I was driving home one day and I had an interesting thought: an unexamined life is like a fish that lives in water — the fish doesn’t know that it is in water until it experiences the absence of it. It lives a taken-for-granted life. Strange thought, I know, but very profound. This came to me when I realized how much of my life at a certain point was the image of what I saw and experienced as a child.
I’ve written earlier about the abuse my mother endured and how I unwittingly recreated the same lifestyle when I was a teenager. What I didn’t mention is that I continued to try to recreate that same situation during my first marriage. Fortunately, my ex-husband asked me a profound question during an argument. He said, “Are you trying to make me hit you?” That was the first time that I became consciously aware of how my actions, unchecked, were leading me to the same abuse I had just escaped two years earlier! Thank God that my ex-husband was clear enough to know what I was unconsciously trying to do – swim in the same unhealthy, but familiar water!
I also wrote in my first blog that one of the important turning points in that marriage was the realization in counseling that I had choices – my unexamined life to that point had automatically led me to the life that I had constructed for myself. Everyone’s unconscious thinking does that!
Consider how many times you’ve advised friends to stop doing something that you could see would have terrible consequences, but they did it over and over again. You wondered to yourself: “Why do they keep making the same mistake?” The answer is simple: the situation is their “normal.”
We all have our “normals” or our routines. They include thoughts, feelings, behaviors and self- or other-imposed limitations. These make our lives somewhat predictable. It’s only when our “normal” is exposed through some change in our routine usually because of an unforeseen event like a health scare, death or some other challenge, do we begin to examine the life that we have built and to determine if we want to stay on that particular path. We sometimes call these “Aha” moments. I prefer to call them moments of God-inspired revelation.
I believe that God brings people to this place of revelation so that they can choose — to either embrace the new consciousness or ignore it. I’ve done both at different times in my life: I chose to embrace the revelation that I had to get out of an abusive relationship because I deserved a better life. I have ignored revelation whenever the thought of change was more frightening to me than the new life that was awaiting me.
So, when I consider the actions of people who disappoint me because they don’t live up to my expectations or the people that appear to be on self-destruct like I was during certain periods of my life, I strive to be a little more understanding because I know that if they never challenge their thinking, their lives will flow along a predetermined path with predetermined consequences.
Like a fish on dry land, it flops around looking for the water that it just came out of because that’s all it has known. It doesn’t stop to think: is this the best water for me? It doesn’t consider, nor can it, that there may be better water to inhabit. Its singular goal is to get back to its familiar water as soon as possible!
Thank God that we’re not fish! We get to choose to pursue conscious living if we’re willing to examine, improve or possibly leave the water we’re swimming in!
What a profound statement of thoughts and not to mention experiences and feelings for us all. Within the past two years, through my health and relationships God has taught me to stop, and be still. If one allows God to be the ruler, he will reveal to you what’s good and what’s not. We all see the writings on the wall; but more often then not, we choose not to read it. I have finally learned that I have choices, and familiar water is not all that comfortable. Thanks for the inspiration, and realization that God must come first.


Please look for the string "have" below and report every line in which it occurs.

DATA FOR THIS EXERCISE>
........

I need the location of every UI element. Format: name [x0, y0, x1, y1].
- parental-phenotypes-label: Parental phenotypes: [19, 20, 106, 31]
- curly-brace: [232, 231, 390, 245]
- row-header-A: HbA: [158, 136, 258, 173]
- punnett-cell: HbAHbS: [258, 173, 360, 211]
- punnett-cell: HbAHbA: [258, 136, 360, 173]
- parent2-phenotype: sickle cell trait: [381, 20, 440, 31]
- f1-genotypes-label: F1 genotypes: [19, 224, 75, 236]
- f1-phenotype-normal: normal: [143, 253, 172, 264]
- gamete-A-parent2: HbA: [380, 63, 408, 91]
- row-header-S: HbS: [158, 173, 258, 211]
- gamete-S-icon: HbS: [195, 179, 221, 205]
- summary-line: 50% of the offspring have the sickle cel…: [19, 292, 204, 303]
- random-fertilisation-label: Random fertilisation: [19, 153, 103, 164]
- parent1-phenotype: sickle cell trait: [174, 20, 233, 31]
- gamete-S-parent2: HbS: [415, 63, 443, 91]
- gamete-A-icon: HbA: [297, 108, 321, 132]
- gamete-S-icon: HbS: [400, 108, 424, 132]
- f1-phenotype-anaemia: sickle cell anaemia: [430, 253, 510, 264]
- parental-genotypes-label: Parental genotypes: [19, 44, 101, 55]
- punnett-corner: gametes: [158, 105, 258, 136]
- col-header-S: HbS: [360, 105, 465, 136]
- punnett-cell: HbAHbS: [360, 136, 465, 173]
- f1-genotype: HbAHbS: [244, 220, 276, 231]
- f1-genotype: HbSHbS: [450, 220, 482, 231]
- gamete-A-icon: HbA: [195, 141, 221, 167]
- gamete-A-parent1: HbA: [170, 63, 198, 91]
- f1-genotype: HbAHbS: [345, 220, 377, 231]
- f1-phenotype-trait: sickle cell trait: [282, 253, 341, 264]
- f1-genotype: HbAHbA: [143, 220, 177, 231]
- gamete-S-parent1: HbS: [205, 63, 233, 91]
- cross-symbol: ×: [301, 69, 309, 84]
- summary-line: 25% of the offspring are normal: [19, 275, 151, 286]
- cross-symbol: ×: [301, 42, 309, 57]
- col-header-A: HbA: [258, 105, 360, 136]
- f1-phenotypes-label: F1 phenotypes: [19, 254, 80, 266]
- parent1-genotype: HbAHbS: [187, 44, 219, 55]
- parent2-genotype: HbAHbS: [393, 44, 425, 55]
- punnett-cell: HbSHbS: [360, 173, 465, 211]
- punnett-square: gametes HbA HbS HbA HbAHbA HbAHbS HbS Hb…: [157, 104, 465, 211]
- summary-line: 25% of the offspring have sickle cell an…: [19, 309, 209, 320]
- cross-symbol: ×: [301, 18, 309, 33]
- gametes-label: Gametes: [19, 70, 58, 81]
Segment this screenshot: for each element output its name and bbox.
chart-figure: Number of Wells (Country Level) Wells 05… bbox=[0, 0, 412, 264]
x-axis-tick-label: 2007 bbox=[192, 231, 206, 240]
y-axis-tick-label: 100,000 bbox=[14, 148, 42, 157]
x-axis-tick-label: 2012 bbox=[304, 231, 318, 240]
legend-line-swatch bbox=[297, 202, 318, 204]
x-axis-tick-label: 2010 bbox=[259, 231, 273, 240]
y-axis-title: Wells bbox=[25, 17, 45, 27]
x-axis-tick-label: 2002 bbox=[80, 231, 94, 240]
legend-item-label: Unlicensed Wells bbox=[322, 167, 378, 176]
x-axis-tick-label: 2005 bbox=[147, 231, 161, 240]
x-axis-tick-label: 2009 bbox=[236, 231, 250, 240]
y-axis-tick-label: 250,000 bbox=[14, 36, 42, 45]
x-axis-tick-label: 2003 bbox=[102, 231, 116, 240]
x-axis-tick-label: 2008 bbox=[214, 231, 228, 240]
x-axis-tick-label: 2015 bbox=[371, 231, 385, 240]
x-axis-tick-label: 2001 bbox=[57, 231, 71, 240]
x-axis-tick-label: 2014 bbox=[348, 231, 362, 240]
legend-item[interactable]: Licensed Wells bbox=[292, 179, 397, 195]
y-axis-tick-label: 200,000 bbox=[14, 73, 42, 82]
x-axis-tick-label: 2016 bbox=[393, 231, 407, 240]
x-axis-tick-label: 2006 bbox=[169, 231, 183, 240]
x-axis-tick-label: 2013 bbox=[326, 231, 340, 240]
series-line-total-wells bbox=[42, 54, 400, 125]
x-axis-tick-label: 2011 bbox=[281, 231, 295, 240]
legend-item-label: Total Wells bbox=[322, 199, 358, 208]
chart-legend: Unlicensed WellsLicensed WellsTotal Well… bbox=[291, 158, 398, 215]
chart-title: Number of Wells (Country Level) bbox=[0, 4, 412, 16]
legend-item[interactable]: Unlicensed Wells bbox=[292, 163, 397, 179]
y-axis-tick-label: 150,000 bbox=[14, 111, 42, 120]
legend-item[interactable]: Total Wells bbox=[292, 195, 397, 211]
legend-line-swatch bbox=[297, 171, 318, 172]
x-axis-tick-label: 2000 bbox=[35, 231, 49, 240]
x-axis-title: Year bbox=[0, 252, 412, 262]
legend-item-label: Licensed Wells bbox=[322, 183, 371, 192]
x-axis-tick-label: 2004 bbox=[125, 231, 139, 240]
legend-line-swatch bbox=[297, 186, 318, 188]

........

ANSWER SECTION>
- summary-line: 50% of the offspring have the sickle cel…: [19, 292, 204, 303]
- summary-line: 25% of the offspring have sickle cell an…: [19, 309, 209, 320]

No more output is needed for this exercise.